Sixteen-year-old Smidge is on the run, burdened with a shameful secret. Together with her fellow runaway, a performance artist called Violet, she travels through the underbelly of America, desperately searching for a way to rise above her past. On meeting a travelling circus filled with misfits and drifters, they think they might have found a home. But as Violet is drawn under the influence of its sinister ringleader, Smidge learns that belonging comes with a price. Forced to choose between her past and present, Smidge must confront the shame that has shaped her, and return to face her flawed mother, before it is too late.

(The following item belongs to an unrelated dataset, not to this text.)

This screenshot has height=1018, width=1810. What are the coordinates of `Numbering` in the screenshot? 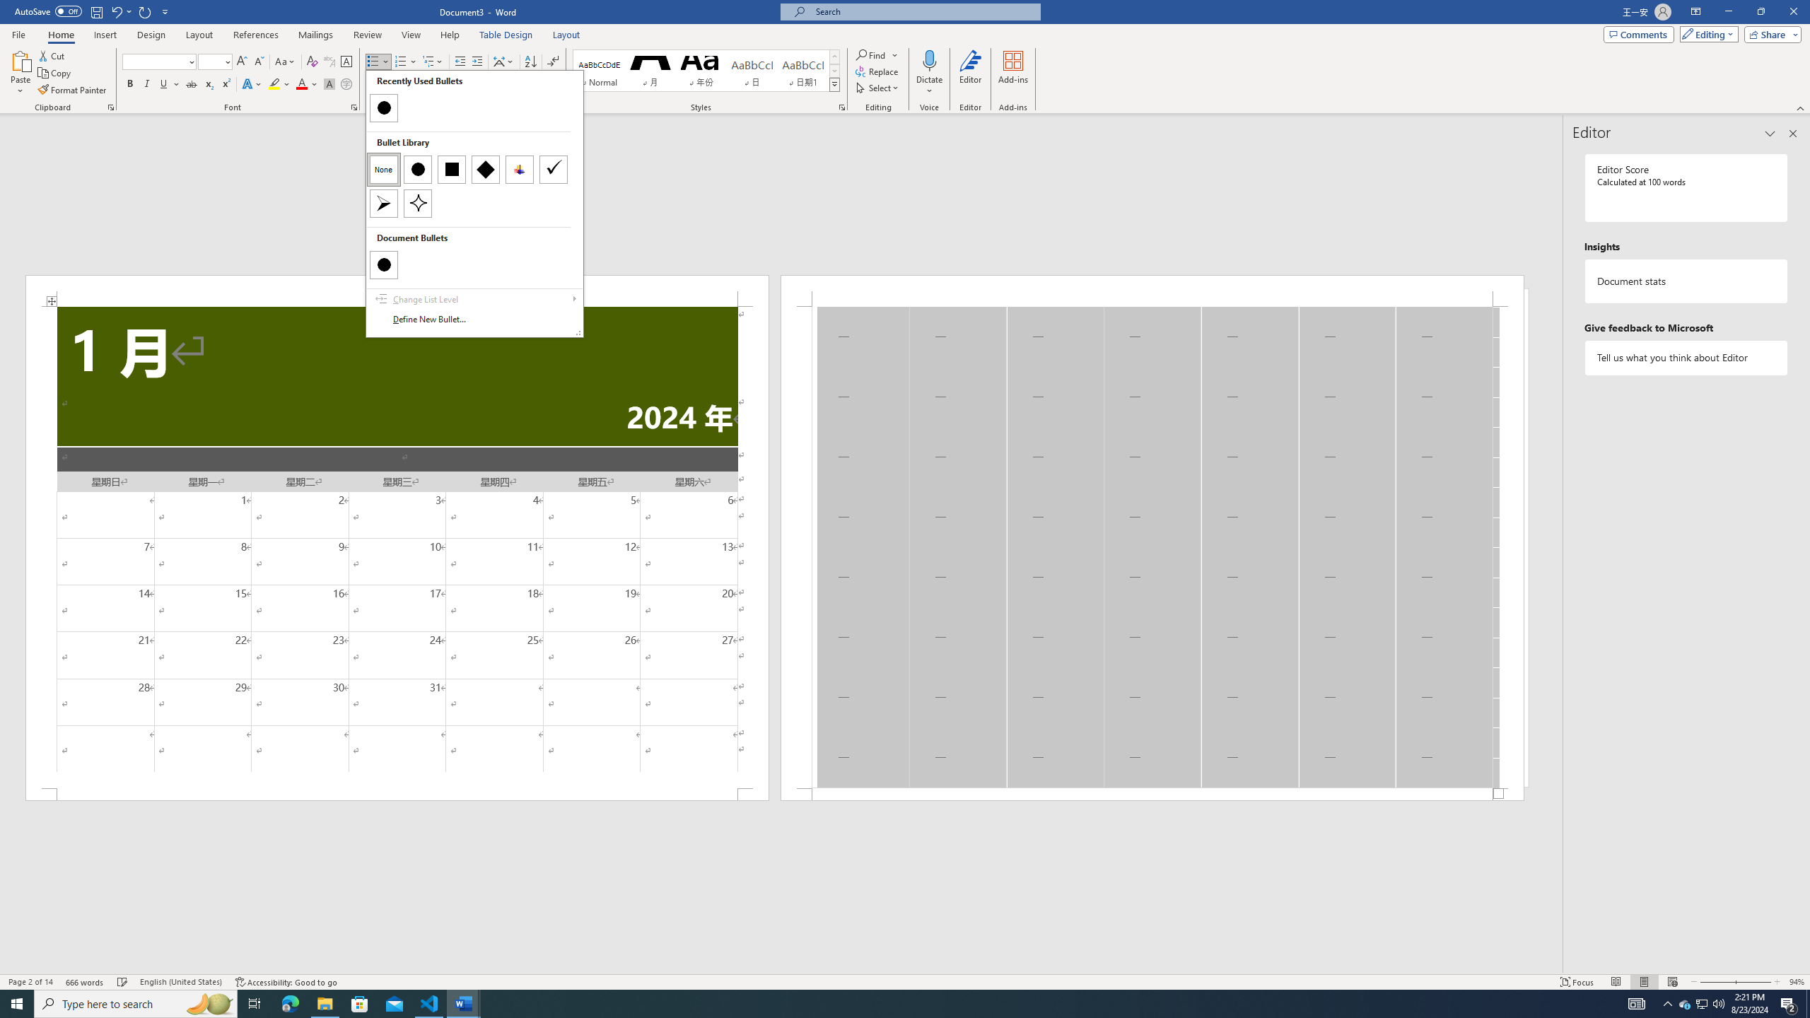 It's located at (146, 11).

A stone carving of Nyami Nyami, the River God, the spirit snake. My first instinct was fear that one day I would break it. It looked fragile, a needle of stone with Nyami Nyami's serpentine body coiled up and gathered at the top, where instead of a snake's head, a fierce fish's head sprung out bearing sharp teeth. It was surprisingly heavy.
Tom is clearly in the Hardyesque tradition of unworldly young men who tend the land or work with their hands (Gabriel Oak, Jude Fawley), and it's this that alerts us to his vulnerability to charmers and chancers. Apprenticed by his pop at 14 (every other Flett had been a shrimper, going back to his great-grandpa), Tom nevertheless longs for a life less circumscribed.

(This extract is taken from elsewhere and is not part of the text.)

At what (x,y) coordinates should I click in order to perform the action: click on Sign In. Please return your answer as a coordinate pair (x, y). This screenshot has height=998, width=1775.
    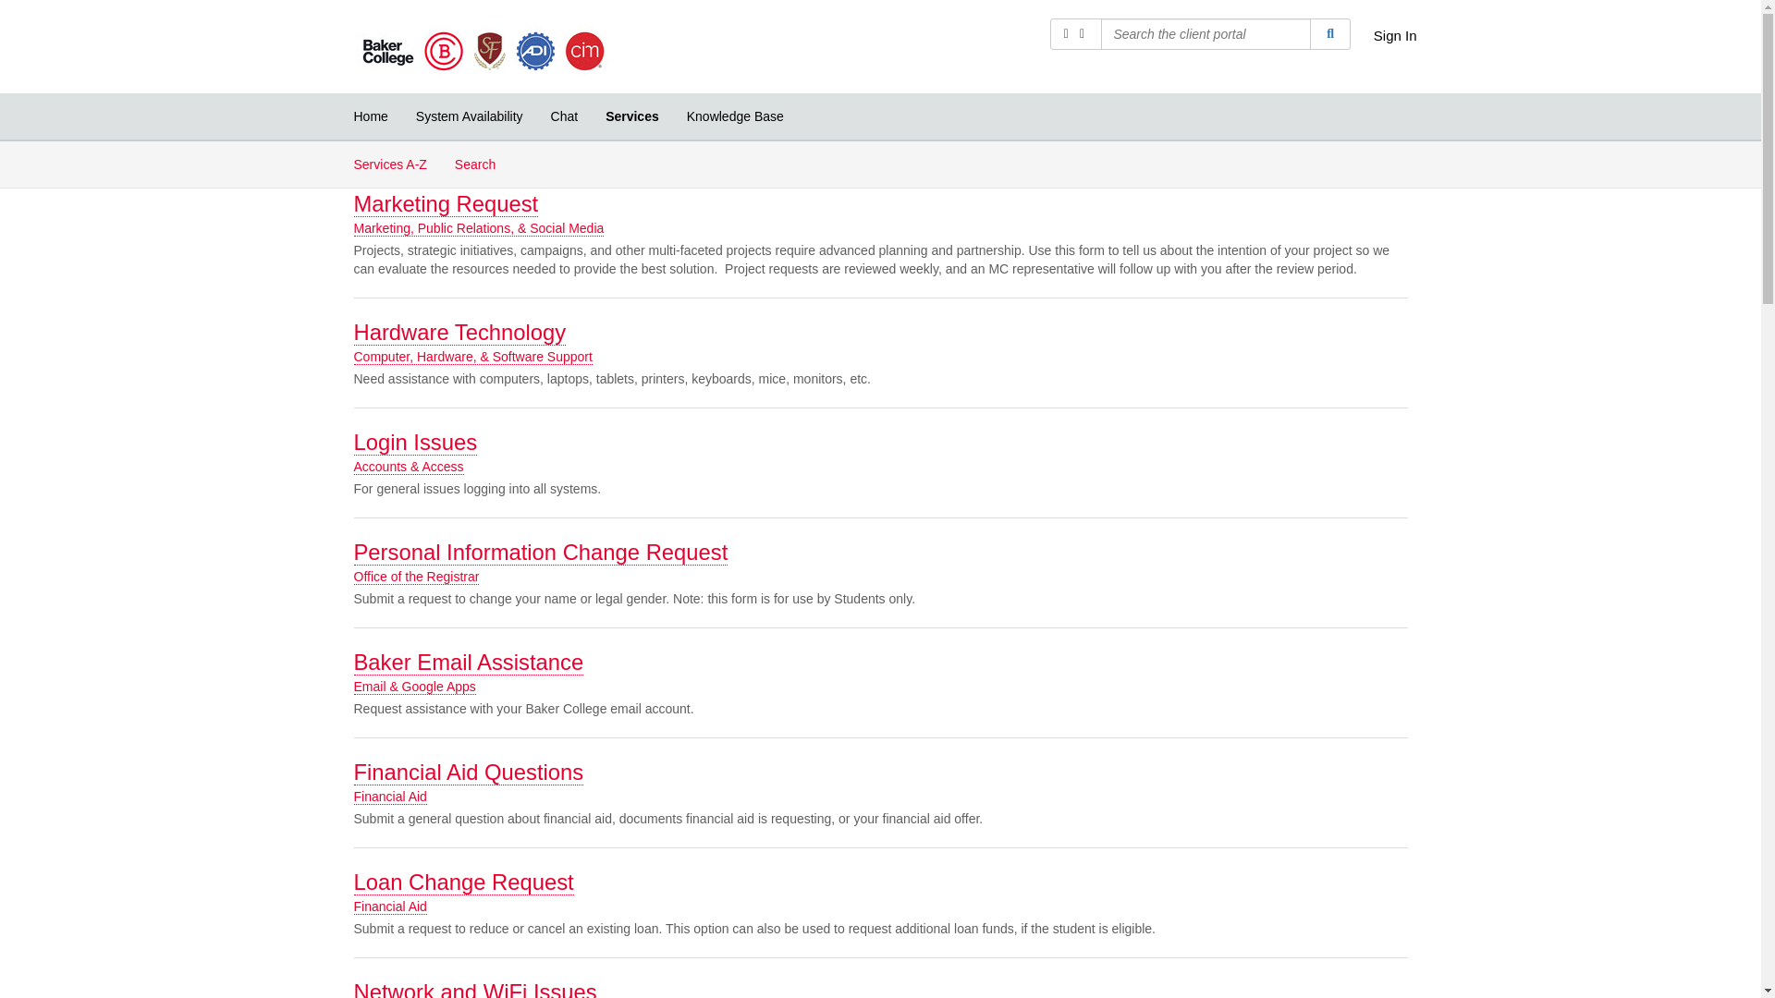
    Looking at the image, I should click on (1395, 35).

The fact that the film has had the life that it's had, that it's transcended generations, was certainly not something that any of us anticipated when we made the film," Estevez told the Daily News in 2019. "How could you?
Lucija is a shy 16-year-old who is a member of her Catholic school's female choir; she joins the choir's special trip across the Italian border for a week in Cividale del Friuli.

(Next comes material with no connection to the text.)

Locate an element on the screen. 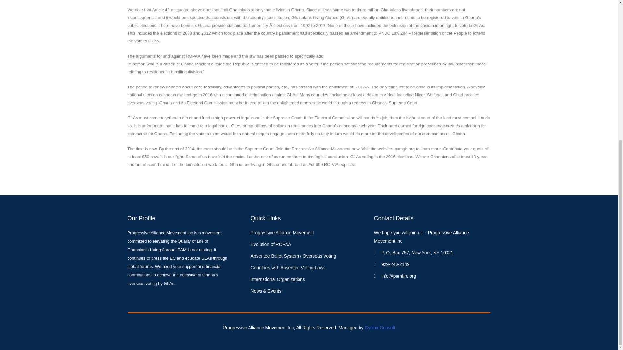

"Have a Grubby day!" is a frequent refrain in Julian Glander's Boys Go to Jupiter. It's the catchphrase for Grubster, a Grubhub-esque food-delivery service for which Billy works, reflecting his life's humiliations in the gig economy.
My Adventures with Superman is a coming-of-age action-romance series that reimagines the early days of Clark Kent, Lois Lane, and Jimmy Olsen as 20-something interns at the Daily Planet.
Ty's character embodies a typical teenage blend of humor, crisis, and quest for identity, revealing the inner life of a young adult navigating life's complexities.
I am a bit of a romantic,' game director Johan Oettinger told me, describing the relationship between the game's playable characters, Karla and Kurt. Typically, 'they can talk about anything. But they find themselves in a moment in their relationship with something new in the air.' But sadly, Oettinger added, 'they can't find the words' to say how they feel. Out of Words is a coming-of-age love story about the things we want to say but don't know how.
Ultimately, Byron's experience highlights a complex intersection of gender identity and exploitation, capturing both the struggle for self-understanding and the grim realities many young people face.
This is one of the themes and indeed the mechanics of Lost Records, a narrative adventure about four teenage girls who develop an intense friendship in rural Michigan during the summer of 1995.
The awkward longing, the spots, the insecurity: it's enough to cringe yourself into oblivion. For John Patrick McHugh, however, it is a rich seam to squeeze not only for humour, but for a nuanced examination of burgeoning masculinity.